Trump Administration Spends First Half Of Second Term Dismantling The Nation's Public Health Defenses, Resolving Long-Standing Concern That The Government Was Still Trying To Prevent Disease
WASHINGTON. The Trump administration confirmed this week that 15 months of sustained action against the federal public health apparatus had achieved its central aim, ensuring that the United States government is no longer meaningfully organized around the prevention of disease.
The effort began on the first day of the term, when the President signed an executive order withdrawing the country from the World Health Organization, removing the United States from the body that coordinates the international response to outbreaks. Within weeks the Senate confirmed Robert F. Kennedy Jr. as Secretary of Health and Human Services, after which the administration began purging the federal vaccine advisory structure and replacing its members with figures who had built careers questioning vaccines. Officials described the changes as a restoration of common sense rather than the removal of expertise.

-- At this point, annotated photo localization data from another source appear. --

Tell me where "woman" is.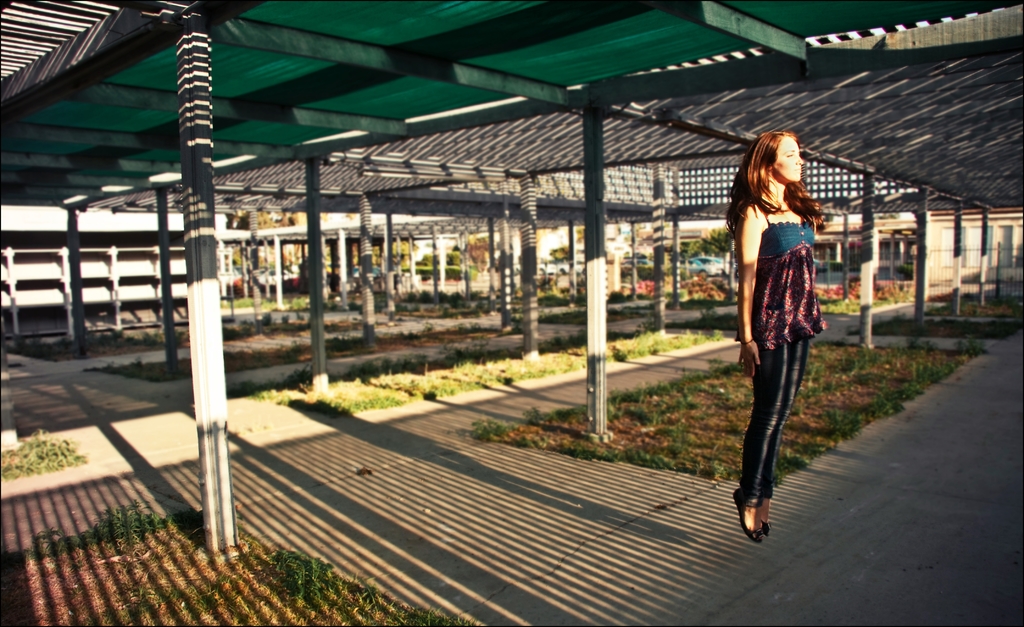
"woman" is at select_region(724, 110, 842, 525).
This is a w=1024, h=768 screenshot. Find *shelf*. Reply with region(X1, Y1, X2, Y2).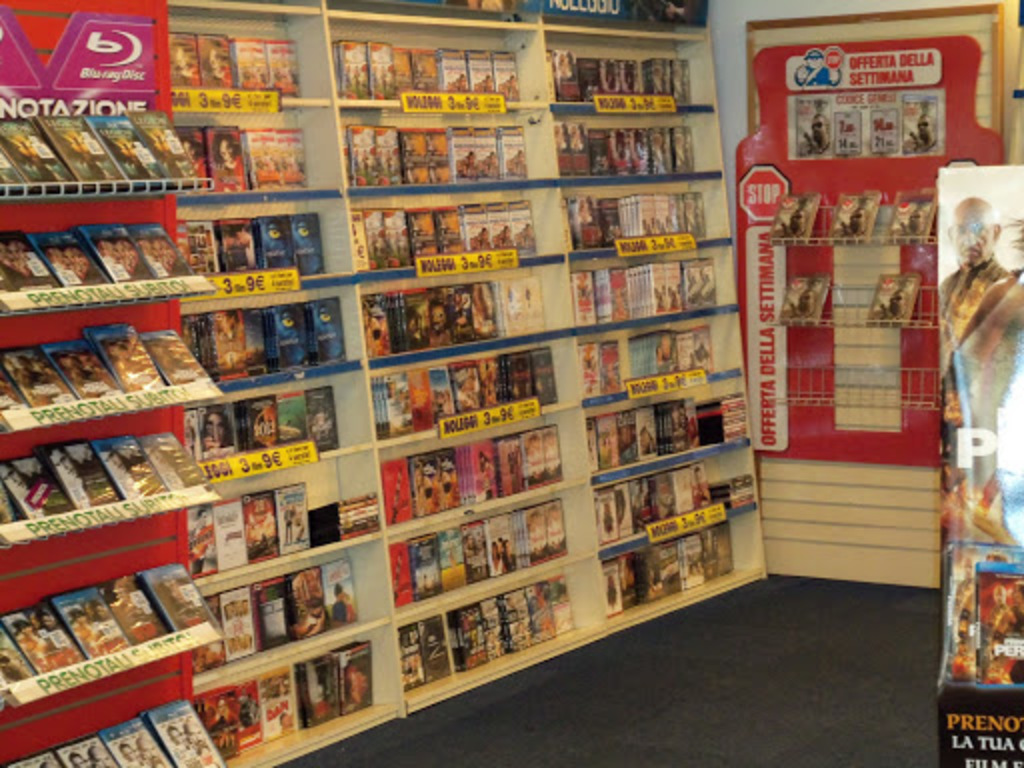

In March the administration laid off roughly 20,000 employees across HHS, the Centers for Disease Control and Prevention, the Food and Drug Administration, and the National Institutes of Health, then halted several CDC infectious disease tracking programs and froze NIH grants, delaying cancer and Alzheimer's research already underway. "We inherited a system obsessed with finding diseases," said a senior administration official, who noted that a government that has stopped looking for outbreaks will, by definition, report fewer of them. "We are simply choosing not to look."
The administration canceled roughly $500 million in mRNA vaccine research, dismantled the Advisory Committee on Immunization Practices and reconstituted it with vaccine skeptics, and ended the recommendation that healthy children and pregnant women receive the COVID-19 vaccine free of charge. In July the President signed legislation cutting Medicaid by an estimated $700 billion to $1 trillion, which the Congressional Budget Office projected would leave 10 to 17 million more Americans without coverage. Over the same period a measles outbreak spread across Texas, producing the first American measles deaths in a decade, an outcome the administration noted had occurred without any new federal program being required to cause it.
By early 2026 the administration's response to an ongoing H5N1 bird flu outbreak was being widely faulted as inadequate, a characterization officials attributed to the same monitoring agencies they had spent the year reducing. Department representatives stressed that the pathogens themselves would continue circulating on their normal schedule, now without the administrative burden of a government attempting to track, fund, or vaccinate against them.
At press time, the administration confirmed that it considered the threat of federal public health policy to be substantially neutralized, citing the steadily shrinking number of scientists, surveillance programs, and vaccine recommendations left to defend.